The first axis we consider is the angle the plane should make to the ground.  We can range that from below parallel to straight up and there could be players that do strange things with the angle beyond a 90 degree incidence but again to a beginner it's unlikely this is the optimum introductory teaching reference frame.   So let's say the easiest to teach is 45 degrees from the normal of parallel to the floor.  Then we could show in the banjo drawing that the resting pot can sit with or without a strap to angle the neck at 45 degrees.

 

the next angle we could consider is the plane of the fretboard and strings.   If we measured 1000 people and took a look at the average angel of the fretboard to the floor depending on the best way for a hand to reach the strings with the wrist in a "normal"'position to allow one to make hammer ons or basic chords easy, that angle to the floor might tilt anywhere from 250 to 275 degrees (assuming the floor is reference and we are going clockwise with a right handed banjo).  
 

so now we have two drawings showing the easiest way for a new player to hold the instrument.

 

i spent three months bashing the strings missing everything in the middle strings before watching an 8 minute video by Tom Collins that described the angle of incidence of the hand progression at specifically 90 degrees to the strings suddenly had the hitting of the strings perfectly every time.  Although I might have eventually learned it, that breakdown with video inside and along the strings taught me more than any videos of watching people play ever did.   the movement was broken down.

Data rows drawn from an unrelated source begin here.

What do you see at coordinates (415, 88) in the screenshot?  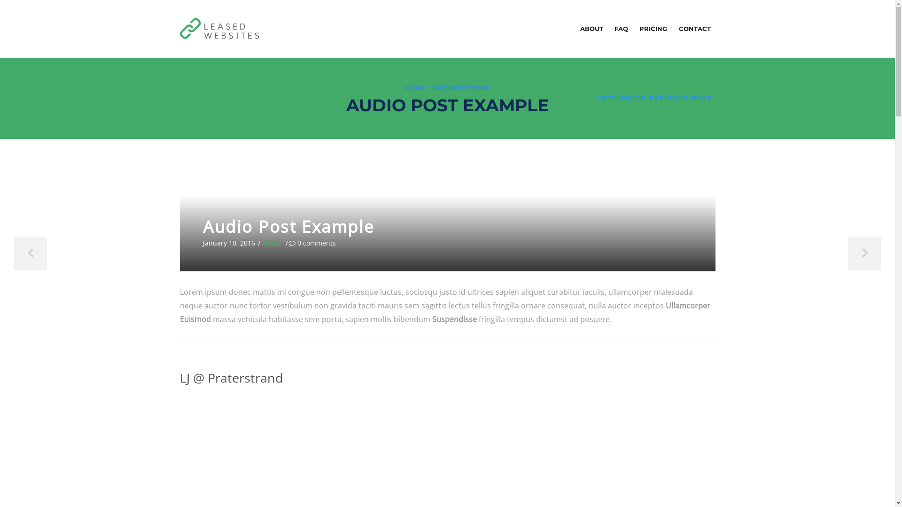 I see `HOME` at bounding box center [415, 88].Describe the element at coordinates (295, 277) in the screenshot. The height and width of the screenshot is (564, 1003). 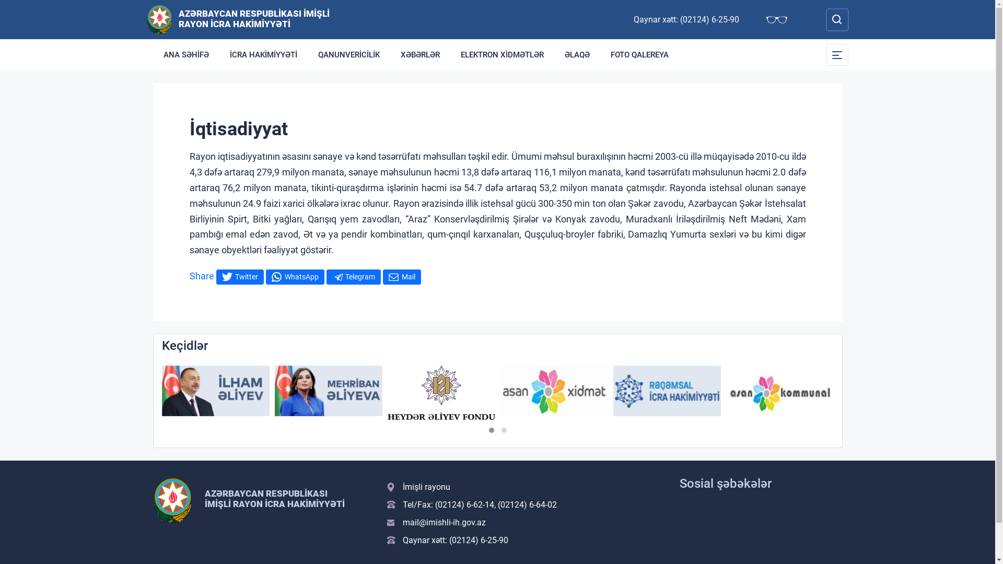
I see `WhatsApp` at that location.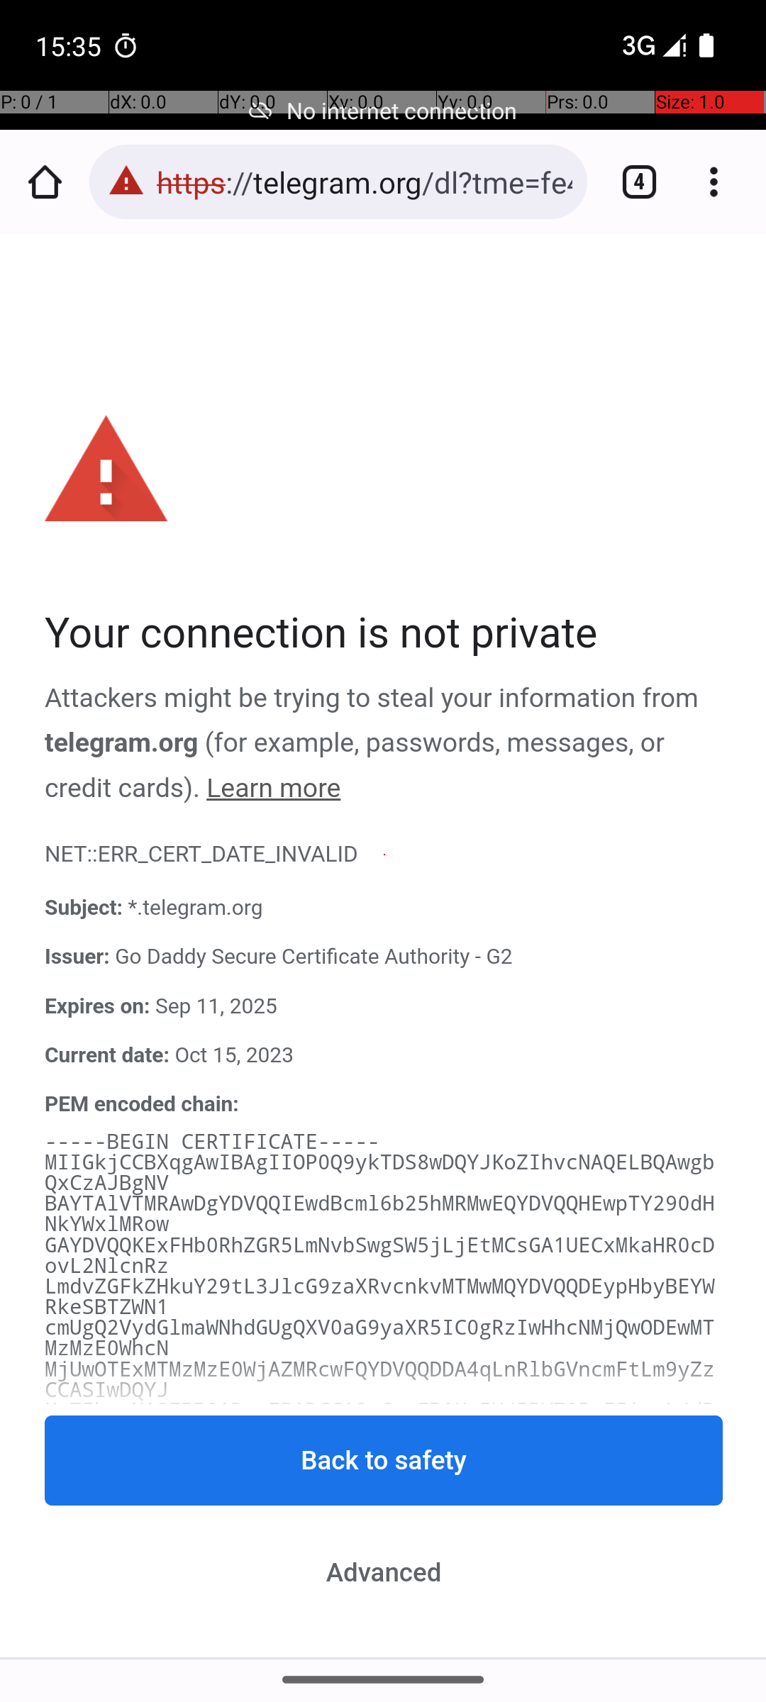 The width and height of the screenshot is (766, 1702). Describe the element at coordinates (142, 1103) in the screenshot. I see `PEM encoded chain:` at that location.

so imagine we sketch that angle moving across the strings as the plane that. The middle or index finger travels in.  We already have many drawings and examples of how to hold the hand but then imagine we have shown the exact angle that the metacarpals of the finger should take as the nail pulls up, moves back then the wrist is used to percussively strike that down and then retract while the exact width of the thumb pad is shown landing into the fifth string and the rough timing of that.

 

and all of this is in a book that one can pick up without being concerned about a song.

 

similar to the mechanics of scales on piano or starting strength on weightlifting or learning to cast before fishing.   
 

That's what I was looking for in the how to.   Clawhammer banjo mechanics with diagrams, physics and specific movement broken down.

 

there are benefits to those people who have learned everything by trying out but going back to my akateboard example on other replies here, Tony Hawk first landed a 900 in an awe inspiring x games finish after years of trying and failing.   An X games 8years later showed an 11 year old landing a 900 then 1080 in succession on the mega ramp and that kids coach said that they had analyzed the movement frame by frame and broke it down into steps on trampolines and in foam pits.  I believe there is always a best way to teach a movement and that's what I was looking for in drop thumb angle and timing.